Guido's new method definition idea
Aaron Brady
castironpi at gmail.com
Mon Dec 8 16:22:14 EST 2008
On Dec 8, 2:55 pm, Arnaud Delobelle <arno... at googlemail.com> wrote:
> anthony.to... at gmail.com writes:
> > class C:
> > def createfunc(self):
> > def self.func(arg):
> > return arg + 1
>
> > Or, after the class definition is done, to extend it dynamically:
>
> > def C.method(self, arg):
> > self.value = arg
>
> > ...which would be the equivalent of the following:
>
> > def method(self, arg):
> > self.value = arg
> > C.method = method
>
> What about the following then?
>
> functions = {}
>
> def functions['square'](x):
> return x*x
>
> def functions['cube'](x):
> return x**3
>
> --
> Arnaud
I agree that it's an extension (extrapolation) of the 'def self.meth'
notation. For 'func_name', would you use the quoted string? Would
you allow arbitrary expressions for the string, and the dictionary to
add to? For example:
def dict_val( )[ "name%i"% int_val( ) ]( self, arg, arg, arg ): ...

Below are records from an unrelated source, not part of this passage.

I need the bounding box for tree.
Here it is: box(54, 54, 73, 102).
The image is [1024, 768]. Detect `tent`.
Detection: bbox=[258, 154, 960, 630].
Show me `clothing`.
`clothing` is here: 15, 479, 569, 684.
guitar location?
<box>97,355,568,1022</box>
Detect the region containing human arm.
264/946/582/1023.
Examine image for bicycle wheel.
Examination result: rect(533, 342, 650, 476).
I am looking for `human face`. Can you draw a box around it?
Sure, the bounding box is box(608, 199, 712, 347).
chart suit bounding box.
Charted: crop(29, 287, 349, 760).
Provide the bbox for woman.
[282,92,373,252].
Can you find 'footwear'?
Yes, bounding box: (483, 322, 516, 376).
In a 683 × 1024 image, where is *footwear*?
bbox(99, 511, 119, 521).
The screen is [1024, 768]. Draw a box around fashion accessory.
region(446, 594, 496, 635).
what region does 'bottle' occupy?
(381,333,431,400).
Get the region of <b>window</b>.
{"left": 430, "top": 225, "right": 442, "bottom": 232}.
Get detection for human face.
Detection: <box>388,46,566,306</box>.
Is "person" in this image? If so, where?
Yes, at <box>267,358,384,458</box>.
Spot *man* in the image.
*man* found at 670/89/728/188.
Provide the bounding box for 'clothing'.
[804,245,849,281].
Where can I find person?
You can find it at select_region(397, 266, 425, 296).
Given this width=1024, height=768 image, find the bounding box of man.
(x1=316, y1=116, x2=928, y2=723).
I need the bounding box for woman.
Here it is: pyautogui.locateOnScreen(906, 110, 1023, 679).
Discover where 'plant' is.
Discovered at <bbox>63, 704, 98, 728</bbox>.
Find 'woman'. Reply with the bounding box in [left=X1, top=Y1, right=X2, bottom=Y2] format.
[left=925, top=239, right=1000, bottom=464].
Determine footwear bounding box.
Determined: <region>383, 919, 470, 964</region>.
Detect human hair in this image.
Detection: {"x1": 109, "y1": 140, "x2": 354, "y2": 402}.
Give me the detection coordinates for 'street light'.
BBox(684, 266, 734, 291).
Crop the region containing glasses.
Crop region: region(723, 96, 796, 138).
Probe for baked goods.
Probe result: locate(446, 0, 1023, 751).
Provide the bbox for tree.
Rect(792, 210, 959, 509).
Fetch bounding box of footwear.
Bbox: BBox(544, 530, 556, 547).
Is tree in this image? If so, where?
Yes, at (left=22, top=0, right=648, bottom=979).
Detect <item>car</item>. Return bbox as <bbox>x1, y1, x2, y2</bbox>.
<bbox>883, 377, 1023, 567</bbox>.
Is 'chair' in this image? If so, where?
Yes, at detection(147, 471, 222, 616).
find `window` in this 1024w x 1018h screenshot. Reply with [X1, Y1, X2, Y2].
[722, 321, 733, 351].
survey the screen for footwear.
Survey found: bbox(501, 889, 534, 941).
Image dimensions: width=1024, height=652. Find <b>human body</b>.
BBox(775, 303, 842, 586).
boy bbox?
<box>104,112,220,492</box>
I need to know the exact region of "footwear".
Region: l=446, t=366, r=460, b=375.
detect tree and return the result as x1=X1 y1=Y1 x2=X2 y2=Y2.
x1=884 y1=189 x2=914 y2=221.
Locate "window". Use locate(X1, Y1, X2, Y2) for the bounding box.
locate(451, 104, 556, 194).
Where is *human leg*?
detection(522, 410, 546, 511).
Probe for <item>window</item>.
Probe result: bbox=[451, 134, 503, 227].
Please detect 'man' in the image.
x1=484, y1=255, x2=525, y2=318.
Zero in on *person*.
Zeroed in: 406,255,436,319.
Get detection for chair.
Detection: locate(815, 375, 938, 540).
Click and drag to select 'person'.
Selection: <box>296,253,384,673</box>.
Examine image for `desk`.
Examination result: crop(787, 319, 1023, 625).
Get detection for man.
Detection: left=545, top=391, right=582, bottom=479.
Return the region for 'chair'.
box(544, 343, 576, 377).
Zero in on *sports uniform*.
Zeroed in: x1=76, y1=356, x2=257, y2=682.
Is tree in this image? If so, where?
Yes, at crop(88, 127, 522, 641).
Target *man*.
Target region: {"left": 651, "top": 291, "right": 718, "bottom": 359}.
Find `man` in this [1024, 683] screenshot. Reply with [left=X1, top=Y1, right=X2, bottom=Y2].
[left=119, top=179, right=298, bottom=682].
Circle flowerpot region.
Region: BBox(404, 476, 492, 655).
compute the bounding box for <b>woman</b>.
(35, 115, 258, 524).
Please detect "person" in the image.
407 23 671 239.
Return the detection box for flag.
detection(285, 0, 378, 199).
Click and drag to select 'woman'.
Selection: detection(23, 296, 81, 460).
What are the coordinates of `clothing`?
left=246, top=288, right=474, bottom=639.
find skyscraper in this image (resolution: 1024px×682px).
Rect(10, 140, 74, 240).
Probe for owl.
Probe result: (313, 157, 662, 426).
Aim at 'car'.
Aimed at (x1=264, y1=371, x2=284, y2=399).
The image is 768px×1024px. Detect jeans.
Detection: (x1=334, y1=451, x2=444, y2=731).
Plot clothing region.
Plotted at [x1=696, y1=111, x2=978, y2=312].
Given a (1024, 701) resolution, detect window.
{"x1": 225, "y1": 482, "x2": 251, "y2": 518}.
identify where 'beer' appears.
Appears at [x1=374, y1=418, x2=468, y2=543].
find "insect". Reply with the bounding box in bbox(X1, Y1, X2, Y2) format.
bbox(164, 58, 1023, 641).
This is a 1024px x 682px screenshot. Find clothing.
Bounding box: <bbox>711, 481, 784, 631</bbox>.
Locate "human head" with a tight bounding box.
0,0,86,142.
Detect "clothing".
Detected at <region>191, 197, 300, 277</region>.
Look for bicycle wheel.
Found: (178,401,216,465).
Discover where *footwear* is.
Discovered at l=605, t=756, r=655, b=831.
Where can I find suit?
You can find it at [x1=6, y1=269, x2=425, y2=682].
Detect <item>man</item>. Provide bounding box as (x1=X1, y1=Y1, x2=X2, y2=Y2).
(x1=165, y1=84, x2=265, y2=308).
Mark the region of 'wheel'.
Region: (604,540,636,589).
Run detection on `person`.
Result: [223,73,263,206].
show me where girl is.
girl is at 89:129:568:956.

It's not much worse than: (Unproduced)
def anon( self, arg, arg, arg ): ...
dict_val( )[ "name%i"% int_val( ) ]= anon
#or if you really want the target before the def:
@assign( dict_val( ), "name%i"% int_val( ) )
def _( self, arg, arg, arg ): ...
And the latter are already both legal. But there have been PEPs
accepted before that abbreviate 2 lines into 1.